Stream: Ltac2

Topic: Use of variables in ltac1val quotation


view this post on Zulip Louise Dubois de Prisque (Dec 01 2023 at 08:52):

Hello everyone,

I am currently trying to implement a Ltac2 function which is able to run a Ltac1 tactic.
Note that neither Ltac2 nor Ltac1 are supposed to know the number of arguments of this tactic in advance (this is why I would like to use the run function from the Ltac2.Ltac1 module.
However, the function should be parametrized by the name of the tactic : the user may
give an ident or a string.
But I couldn't find any satisfying solution. Here is my minimal example :

From Ltac2 Require Import Ltac2.
From Ltac2 Require Import Ltac1.

Goal True.
(** 1st method **)
let id := ident:(easy) in
let tac := ref [ident:(Coq) ; ident:(Init); ident:(Tactics); id] in
Ltac1.apply tac [] run.
Restart.
(** 2nd method **)
Fail let id := ident:(easy) in
let tac := of_ident id in
Ltac1.apply tac [] run.
(* Variable F should be bound to a tactic. *)
(** 3rd method **)
Ltac1.apply ltac1val:(easy) [] run.
Restart.
(** 4th method **)
Fail let id := ident:(easy) in
let tac := of_ident id in
Ltac1.apply ltac1val:(tac) [] run.
(* The reference tac was not found in the current environment. *)
(** 5th method **)
Fail let id := ident:(easy) in
let tac := of_ident id in
Ltac1.apply (ltac1val:(tac |- tac) tac) [] run.
(* Expression does not evaluate to a tactic (got a ident). *)
Abort.

The first way of running easy solves the goal, but the function
ref needs the absolute path and throws an uncatchable exception
whenever there is no tactic corresponding to this path.
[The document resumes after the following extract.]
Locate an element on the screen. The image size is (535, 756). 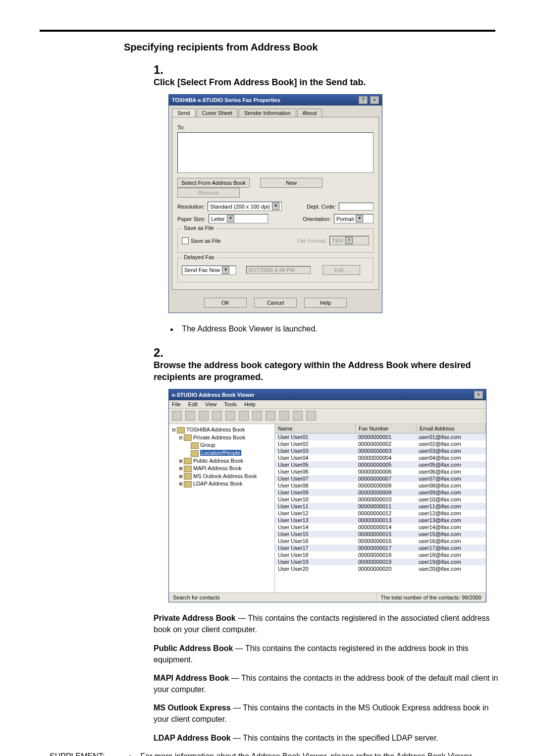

This is a problem
for me, as the function that I want to implement is not supposed to know the absolute path in advance.
Furthermore, I don't even know how to use different paths in run and find the tactic among them,
instead of providing only one path.

The second method fails because of_ident returns a Ltac1 term
seen as a tactic but not seen as a value, whereas run needs a Ltac1 value.

The third method works but I should be able to know the tactic in advance and this is not the case.

The fourth method also fails because even if ltac1val:() transforms a Ltac1 tactic
into a value as I want, it cannot see the tac variable.

The fifth method also fails: even if I tried to use a context in ltac1val:()
in order to have access to the tac variable, I get a weird typing error
(why do I got an ident ? tac is not an ident ??).

Is there a solution that I am currently missing ? Thank you in advance for your help !

view this post on Zulip Gaëtan Gilbert (Dec 01 2023 at 09:31):

anything using of_ident won't work, of_ident produces the ltac1 which returns the ident, not the ltac1 from looking up the ident
We don't currently expose a way to lookup ltac1 definitions other than ref AFAIK

view this post on Zulip Louise Dubois de Prisque (Dec 01 2023 at 10:27):

Thank you very much for your answer ! It would be great to have a similar function which does not raise a fatal error, I would be curious to know why this implementation choice was made.
I have found a solution which mixes several meta-programming languages, as elpi's coq.ltac.call does not require the absolute path.

view this post on Zulip Pierre-Marie Pédrot (Dec 04 2023 at 09:51):

I think that my reasoning at the time was that non-absolute paths are very fragile. It's easy to get the tactic swept under your feet without realizing just by importing unrelated libraries. I guess it's fine to expose a function to look for a given tactic with a corresponding short name, but it should probably return a list rather than just a value.

view this post on Zulip Pierre-Marie Pédrot (Dec 04 2023 at 09:52):

(Unrelatedly, note also that instead of writing ident:(foo) you can just write @foo as a syntactic sugar.)

view this post on Zulip Janno (Dec 04 2023 at 10:03):

Would it make sense to also have ltac1reference:(..) for ltac1 tactics just like there's reference:(..) for terms (which is super useful, BTW)?

view this post on Zulip Louise Dubois de Prisque (Dec 04 2023 at 11:13):

@Pierre-Marie Pédrot yes you are right about absolute paths, it's just that in my use case I cannot know a priori where all the tactics that I need are.
The function that you mention would be useful, and if I remember correctly there is a counterpart for Std.references which can return a list of references given an ident, so why not for tactics as well ?

view this post on Zulip Pierre-Marie Pédrot (Dec 04 2023 at 13:15):

No reason, PR welcome if I don't do that in a reasonable timeframe.